New York Times daily has published a report entitled "Imagining a Remapped Middle East", where it mentioned that, "The map of the modern Middle East, a political and economic pivot in the international order, is in tatters. Syria's ruinous war is the turning point. But the centrifugal forces of rival beliefs, tribes and ethnicities are also pulling apart the region
A different map would be a strategic game changer for just about everybody, potentially reconfiguring alliances, security challenges, trade and energy flows for much of the world, too.
Syria's prime location and muscle make it the strategic center of the Middle East. But it is a complex country, rich in religious and ethnic variety, and therefore fragile.
A different future is taking shape: a narrow statelet along a corridor from the south through Damascus, Homs and Hama to the northern Mediterranean coast controlled by the Assads' minority Alawite sect. In the north, a small Kurdistan, largely autonomous since mid-2012. The biggest chunk is the Sunni-dominated heartland.
Over time, Iraq's Sunni minority - notably in western Anbar Province, site of anti-government protests - may feel more commonality with eastern Syria's Sunni majority. Tribal ties and smuggling span the border. Together, they could form a de facto or formal Sunnistan. Iraq's south would effectively become Shiitestan, although separation is not likely to be that neat.
According to the report, Saudi Arabia can be divided into 5 statelet since there are internal, sectarian, tribal divisions. Therefore there will Northern , Eastern , Western , Southern Saudi and a Wahabi state.
Yemen can be divides into northern Yemen and Southern Yemen and a part of South Yemen's eventually merging with Saudi Arabia.
So Libya could devolve into two or even three pieces; Tripoli, Barka and one statelet in southwestern Libya.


§ **Task**: Take from the data every line in which the word "DATE" is found.

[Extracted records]

=== Begin Enclosure ===

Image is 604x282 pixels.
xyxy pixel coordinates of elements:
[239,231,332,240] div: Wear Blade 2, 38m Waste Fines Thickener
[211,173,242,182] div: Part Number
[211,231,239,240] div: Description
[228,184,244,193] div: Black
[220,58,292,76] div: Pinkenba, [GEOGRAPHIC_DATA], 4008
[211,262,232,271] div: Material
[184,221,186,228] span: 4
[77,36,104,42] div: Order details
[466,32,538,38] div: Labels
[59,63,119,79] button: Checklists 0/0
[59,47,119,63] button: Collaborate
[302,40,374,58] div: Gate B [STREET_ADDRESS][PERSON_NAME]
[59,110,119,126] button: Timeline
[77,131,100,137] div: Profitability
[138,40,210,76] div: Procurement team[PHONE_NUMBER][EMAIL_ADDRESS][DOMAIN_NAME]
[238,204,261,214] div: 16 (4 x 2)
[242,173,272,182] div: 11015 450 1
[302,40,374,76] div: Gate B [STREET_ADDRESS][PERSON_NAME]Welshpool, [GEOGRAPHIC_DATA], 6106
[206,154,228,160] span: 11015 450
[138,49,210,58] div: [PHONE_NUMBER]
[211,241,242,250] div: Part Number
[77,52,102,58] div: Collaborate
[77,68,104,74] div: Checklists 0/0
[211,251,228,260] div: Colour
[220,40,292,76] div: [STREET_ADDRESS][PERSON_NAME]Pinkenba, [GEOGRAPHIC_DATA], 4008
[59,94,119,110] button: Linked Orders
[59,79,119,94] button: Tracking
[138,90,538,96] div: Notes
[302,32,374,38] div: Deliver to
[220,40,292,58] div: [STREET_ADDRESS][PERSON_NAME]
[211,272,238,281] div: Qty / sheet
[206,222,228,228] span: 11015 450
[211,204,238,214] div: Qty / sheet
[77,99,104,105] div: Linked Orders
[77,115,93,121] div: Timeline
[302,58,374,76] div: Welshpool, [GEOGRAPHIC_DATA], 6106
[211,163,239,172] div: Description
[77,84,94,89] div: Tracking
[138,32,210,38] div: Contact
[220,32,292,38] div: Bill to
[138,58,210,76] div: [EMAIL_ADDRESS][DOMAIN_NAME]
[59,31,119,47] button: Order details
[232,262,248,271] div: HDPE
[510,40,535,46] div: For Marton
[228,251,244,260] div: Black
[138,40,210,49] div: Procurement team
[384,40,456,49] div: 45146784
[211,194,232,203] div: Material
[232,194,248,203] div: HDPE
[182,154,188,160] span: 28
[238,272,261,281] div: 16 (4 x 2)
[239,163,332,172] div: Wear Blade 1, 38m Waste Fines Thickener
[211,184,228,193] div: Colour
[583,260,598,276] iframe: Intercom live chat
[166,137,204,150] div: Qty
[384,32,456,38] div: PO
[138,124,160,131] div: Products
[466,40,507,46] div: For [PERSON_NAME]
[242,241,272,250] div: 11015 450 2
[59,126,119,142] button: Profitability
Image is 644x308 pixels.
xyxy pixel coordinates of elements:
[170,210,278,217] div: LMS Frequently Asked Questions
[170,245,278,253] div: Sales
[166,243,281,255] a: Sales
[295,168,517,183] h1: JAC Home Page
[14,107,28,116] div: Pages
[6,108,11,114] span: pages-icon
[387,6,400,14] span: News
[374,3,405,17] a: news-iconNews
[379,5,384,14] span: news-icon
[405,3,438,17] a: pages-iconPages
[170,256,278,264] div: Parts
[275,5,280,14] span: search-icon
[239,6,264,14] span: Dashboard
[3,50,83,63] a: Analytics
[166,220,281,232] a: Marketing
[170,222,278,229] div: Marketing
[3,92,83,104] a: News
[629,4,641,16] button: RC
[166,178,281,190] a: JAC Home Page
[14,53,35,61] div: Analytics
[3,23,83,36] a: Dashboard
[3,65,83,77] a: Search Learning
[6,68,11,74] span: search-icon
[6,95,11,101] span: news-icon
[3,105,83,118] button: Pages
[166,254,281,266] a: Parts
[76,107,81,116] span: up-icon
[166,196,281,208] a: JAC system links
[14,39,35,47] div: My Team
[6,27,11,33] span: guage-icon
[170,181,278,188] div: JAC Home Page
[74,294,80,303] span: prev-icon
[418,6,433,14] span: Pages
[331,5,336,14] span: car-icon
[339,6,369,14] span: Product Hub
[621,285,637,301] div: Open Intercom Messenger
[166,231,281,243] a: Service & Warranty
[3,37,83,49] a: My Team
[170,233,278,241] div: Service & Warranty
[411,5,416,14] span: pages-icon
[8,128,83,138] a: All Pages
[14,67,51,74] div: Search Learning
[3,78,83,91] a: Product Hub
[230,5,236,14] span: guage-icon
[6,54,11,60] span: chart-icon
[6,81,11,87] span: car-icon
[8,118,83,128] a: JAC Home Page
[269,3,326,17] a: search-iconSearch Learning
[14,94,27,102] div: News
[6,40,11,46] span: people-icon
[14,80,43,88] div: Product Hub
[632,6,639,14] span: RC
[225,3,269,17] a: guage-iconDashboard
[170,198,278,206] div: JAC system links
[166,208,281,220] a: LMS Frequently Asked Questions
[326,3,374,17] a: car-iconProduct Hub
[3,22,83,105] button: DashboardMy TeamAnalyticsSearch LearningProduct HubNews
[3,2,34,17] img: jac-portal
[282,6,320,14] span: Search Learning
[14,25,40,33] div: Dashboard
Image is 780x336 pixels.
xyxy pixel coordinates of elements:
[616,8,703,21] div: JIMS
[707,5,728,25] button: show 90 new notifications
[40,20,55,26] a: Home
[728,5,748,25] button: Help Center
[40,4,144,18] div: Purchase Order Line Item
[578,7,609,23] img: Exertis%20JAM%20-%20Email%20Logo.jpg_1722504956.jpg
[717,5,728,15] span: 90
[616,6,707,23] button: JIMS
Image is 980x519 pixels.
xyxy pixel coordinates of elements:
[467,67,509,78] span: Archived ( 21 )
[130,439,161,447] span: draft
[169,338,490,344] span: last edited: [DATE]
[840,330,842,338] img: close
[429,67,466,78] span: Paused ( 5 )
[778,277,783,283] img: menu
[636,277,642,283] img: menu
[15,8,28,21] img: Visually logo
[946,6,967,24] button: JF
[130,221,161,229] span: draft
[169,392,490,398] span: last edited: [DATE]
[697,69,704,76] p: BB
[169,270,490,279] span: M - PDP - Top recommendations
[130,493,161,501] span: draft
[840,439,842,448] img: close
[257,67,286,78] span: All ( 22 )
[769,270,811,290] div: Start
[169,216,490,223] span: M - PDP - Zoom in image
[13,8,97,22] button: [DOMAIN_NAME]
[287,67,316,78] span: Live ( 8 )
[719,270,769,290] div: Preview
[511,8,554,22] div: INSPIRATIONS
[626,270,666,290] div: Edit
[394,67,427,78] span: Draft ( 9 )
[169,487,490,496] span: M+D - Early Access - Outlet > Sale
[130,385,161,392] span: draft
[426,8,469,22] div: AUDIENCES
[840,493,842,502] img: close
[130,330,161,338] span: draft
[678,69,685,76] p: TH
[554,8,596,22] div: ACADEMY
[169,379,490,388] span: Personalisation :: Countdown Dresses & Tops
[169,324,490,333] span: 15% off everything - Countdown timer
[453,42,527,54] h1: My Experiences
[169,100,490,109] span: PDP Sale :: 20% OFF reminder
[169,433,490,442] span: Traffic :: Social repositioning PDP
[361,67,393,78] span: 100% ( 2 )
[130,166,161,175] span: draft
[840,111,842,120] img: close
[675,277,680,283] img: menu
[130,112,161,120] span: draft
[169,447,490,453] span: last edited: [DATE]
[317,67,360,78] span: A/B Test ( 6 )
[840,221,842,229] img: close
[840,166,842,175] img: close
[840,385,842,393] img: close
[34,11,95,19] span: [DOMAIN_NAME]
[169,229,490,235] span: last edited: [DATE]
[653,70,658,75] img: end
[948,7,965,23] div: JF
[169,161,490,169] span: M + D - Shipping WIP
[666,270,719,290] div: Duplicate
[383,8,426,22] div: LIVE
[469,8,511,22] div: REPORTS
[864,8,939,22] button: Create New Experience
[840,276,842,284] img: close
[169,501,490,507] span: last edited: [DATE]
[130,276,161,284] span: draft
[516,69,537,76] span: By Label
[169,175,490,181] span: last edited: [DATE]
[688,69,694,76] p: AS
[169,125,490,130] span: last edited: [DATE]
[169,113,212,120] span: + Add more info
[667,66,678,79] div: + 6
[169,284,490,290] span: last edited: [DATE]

=== End Enclosure ===

§ **Written solution**:
[169,338,490,344] span: last edited: [DATE]
[169,392,490,398] span: last edited: [DATE]
[169,447,490,453] span: last edited: [DATE]
[169,229,490,235] span: last edited: [DATE]
[169,501,490,507] span: last edited: [DATE]
[169,175,490,181] span: last edited: [DATE]
[169,125,490,130] span: last edited: [DATE]
[169,284,490,290] span: last edited: [DATE]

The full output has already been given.